Thank you for your replies and forbearance reading my poorly previewed and print-dense posts.

Is it adequate that a flight inspection aircraft is not required to be capable of flying the system, even in good weather?

In order to operate an airport in bad weather an airport operator needs to provide an adequate instrument landing system. This safety critical system has an ICAO safety objective which must be met across the ground installation, the aircraft and the pilot. The airport operator can not offer his equipment for use without a certificate. A certificate can only be issued by an approved organisation.There are recognised anomalies and factors which influence the radiated signal and its effect on the aircraft using the facility.

From CAP 670 ATC Safety Services Requirements. This certificate is issued on the strength of a prearranged flight check at 6 month intervals under ‘calibration’ conditions of weather and traffic. The purpose of this check is to confirm the accuracy of the radiated signal in space meets engineering standards.

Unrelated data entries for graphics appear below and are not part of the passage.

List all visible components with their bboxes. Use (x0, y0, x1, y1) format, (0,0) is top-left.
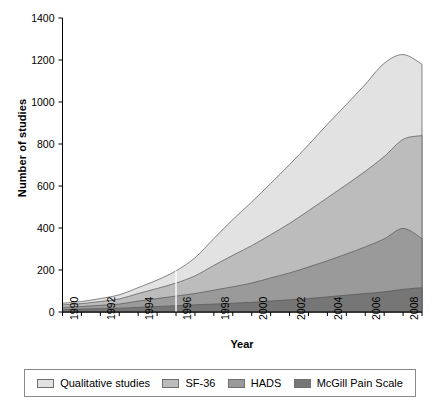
legend-item[interactable]: McGill Pain Scale (294, 377, 403, 389)
chart-legend: Qualitative studiesSF-36HADSMcGill Pain … (24, 369, 416, 397)
y-tick-label: 400 (15, 222, 55, 234)
x-tick-label: 2000 (257, 297, 269, 320)
legend-swatch-icon (294, 379, 311, 388)
legend-swatch-icon (37, 379, 54, 388)
x-tick-label: 1992 (105, 297, 117, 320)
y-tick-label: 1000 (15, 96, 55, 108)
legend-label: Qualitative studies (60, 377, 150, 389)
x-tick-label: 2008 (408, 297, 420, 320)
y-tick-label: 1400 (15, 12, 55, 24)
legend-label: SF-36 (185, 377, 215, 389)
y-tick-label: 800 (15, 138, 55, 150)
x-tick-label: 2004 (332, 297, 344, 320)
legend-swatch-icon (162, 379, 179, 388)
legend-label: HADS (251, 377, 282, 389)
legend-item[interactable]: HADS (228, 377, 282, 389)
x-tick-label: 1996 (181, 297, 193, 320)
x-tick-label: 1990 (68, 297, 80, 320)
x-tick-label: 1998 (219, 297, 231, 320)
stacked-area-chart: Number of studies Year 02004006008001000… (0, 0, 442, 358)
legend-swatch-icon (228, 379, 245, 388)
y-tick-label: 200 (15, 264, 55, 276)
y-tick-label: 600 (15, 180, 55, 192)
x-tick-label: 2006 (370, 297, 382, 320)
x-tick-label: 1994 (143, 297, 155, 320)
legend-label: McGill Pain Scale (317, 377, 403, 389)
x-axis-title: Year (62, 338, 422, 350)
x-tick-label: 2002 (295, 297, 307, 320)
y-tick-label: 1200 (15, 54, 55, 66)
y-tick-label: 0 (15, 306, 55, 318)
chart-page: Number of studies Year 02004006008001000… (0, 0, 442, 412)
legend-item[interactable]: SF-36 (162, 377, 215, 389)
legend-item[interactable]: Qualitative studies (37, 377, 150, 389)
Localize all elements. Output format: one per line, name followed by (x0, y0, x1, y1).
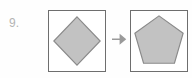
shape-panel-before[interactable] (48, 10, 106, 72)
shape-panel-after[interactable] (130, 10, 188, 72)
diamond-icon (49, 11, 105, 71)
arrow-right-icon (110, 32, 128, 46)
pentagon-icon (131, 11, 187, 71)
item-number-label: 9. (9, 17, 19, 29)
shape-transformation-item: 9. (0, 0, 192, 78)
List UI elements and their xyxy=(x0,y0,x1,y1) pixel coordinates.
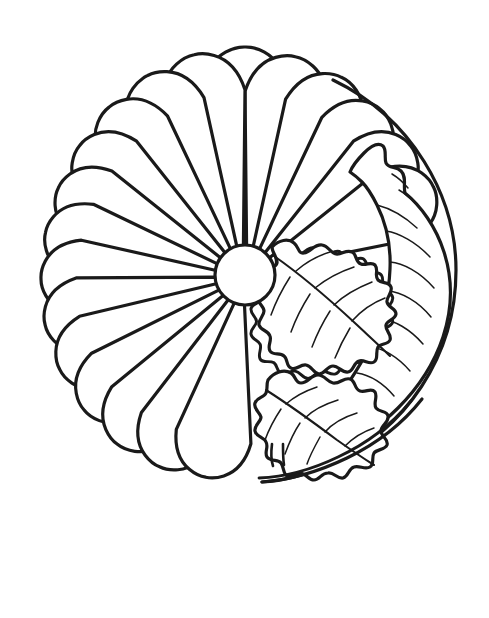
flower-line-art-svg: Black and white coloring page outline of… xyxy=(0,0,489,618)
line-art-artboard: Black and white coloring page outline of… xyxy=(0,0,489,618)
flower-center-group xyxy=(215,245,275,305)
flower-center-disc xyxy=(215,245,275,305)
coloring-page: Black and white coloring page outline of… xyxy=(0,0,489,618)
middle-lobed-leaf-traced xyxy=(258,240,396,374)
lower-leaf-stem-2 xyxy=(283,444,284,465)
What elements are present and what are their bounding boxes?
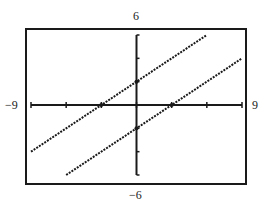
series-line-1 [31, 35, 207, 152]
intercept-point [135, 80, 139, 84]
intercept-point [170, 103, 174, 107]
series-line-2 [66, 58, 242, 175]
intercept-point [99, 103, 103, 107]
intercept-point [135, 126, 139, 130]
plot-area [0, 0, 266, 210]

Reasonable because the base signal radiation pattern has to be correct or the resultant signal in space can not be.

Can this check reasonably be interpreted as meeting the complete industry expectations of safety of performance, to meet the ICAO Safety Objective, under all acceptable non-calibration conditions; be that airport owner and operator, or the users within the airline industry?

I guess it must be, as CAP 670 permits this inspection by an aircraft which is not required to be capable of using the ILS to Catll or Catlll standards even in good visibility - let alone have an autopilot.

CAP 670 (My italics, bold and underline.)

Annex 1 - Instrument Landing System

5 Aircraft

5.1 Manual flight control using only the mandatory navigation instruments is not considered sufficiently accurate for inspection of the following types of ILS:

• Category III systems.

• Category II systems.

• Category I systems, which the operator wishes to use for autoland in good visibility.

5.2 For inspection ofthe above systems the aircraft shall be fitted with equipment which will providerepeatable following of the required path (1549). Systems considered suitable to this purpose include telemetry of the ground based tracking system’s output to a separate instrument in the aircraft, OR anautopilot. If an autopilot is used the CAA shall be satisfied that it is capable of safe operation down to 50 feet above the threshold elevation (1550).

I have no concerns about the measurement of transmitted signal accuracy (other than post-accident) but not sure how matters such aircraft stability and attitude at the threshold, acceptability of bends and control motion noise etc. are determined. All are cited as factors in the chain between transmitter and an acceptable installation. Maybe this is met by some other agency and some other way but if so where does it fit into meeting the safety objective?

I believe there used to be random checks with inspection aircraft just fitting unannounced into the traffic system and sampling the facility. This concept seems to have gone - probably for commercial reasons - but it would offer a measure of reasurance.

How are the requirements of a post accident or incident to be met as specified – let alone with the added disruption possibly caused by the accident itself - and how and by what standard is the ILS deemed safe for operational use? One fatal accident in 10,000,000 landings is the required safety objective.

I am just SLF and curious. Reassure me please.